Supporting desktops in large organizations has become increasingly complex. Support teams that are looking to streamline support through improved, remote troubleshooting while working in the security constraints of ‘least privilege’ access need to look at how Microsoft System Center Operations Manager, Opalis and System Center Configuration Manager can be configured to work together to provide a single, easy-to-use and relevant solution. I really enjoyed this presentation by Rory McCaw.

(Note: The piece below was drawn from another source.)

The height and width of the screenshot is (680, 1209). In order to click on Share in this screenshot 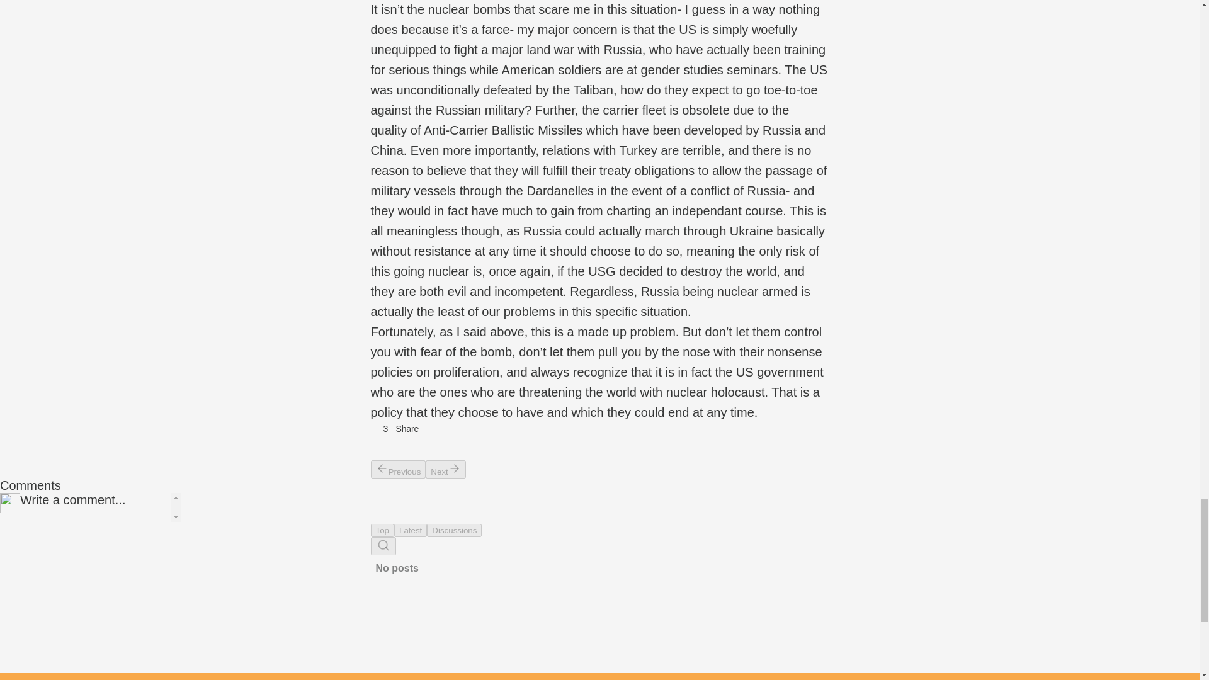, I will do `click(407, 428)`.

Utilizing System Center 2012, he was able to show us the path to enlightenment, where managing desktops is push-button easy.
Task Featurette
There are a few highlight features I’d like to point out, which are sure to be of interest to any System Center enabled system administrator:
- Monitor desktop and application health
- Associate a desktop (or other asset) with a specific user
- Identify systems currently pending reboot, ie: in the case of a patch application
- Remediation tasks:
- reboot workstation
- enable remote desktop
- set currently logged on user as registered owner
- explore system drive (C:\) of workstation
These might seem like some trivial feaures. However, think about how you would normally perform these actions. For example, if you would like to see who is in the local administrators group of a particular workstation, you’d fire up ADUC, find the machine, connect to computer management of the target, and view the local admins group on the box. Not anymore. All these tasks described above, plus more than few others, are now exposed in the Operations Manager 2012 tasks pane, when you are focused on a particular machine. You can even reach in and kill processes on remote machines, which would be very handy during software deployments.
A Great View
Custom views are a key component of filtering the vast quantity of data that is available in the average Ops Manager environment, and with 2012 this is no different.
Configuration Drift
Configuration drift has been a major pain for administrators for a long, long time. You have this beautiful, golden image that took a year to perfect, and every workstation or server that goes out the door is built with it. However, over time settings get changed, apps get installed, and basically the system is now no longer within the boundaries of your image. Reporting in System Center will let monitor for this configuration drift. It will let you know which machines are still compliant, and which ones aren’t. And, unlike you significant other, it will let you know what is wrong, and even has the ability to fix the non-compliant systems for you. This can help greatly if there are manual system deployments going on.
In Summation …
Overall, the individual pieces of the System Center suite are become more tightly integrated with each other. I wouldn’t be surprised if in the future the pieces of the suite weren’t mashed together into a single product. The lines are already blurred, and I think it would be the logical next step for this great package of management tools.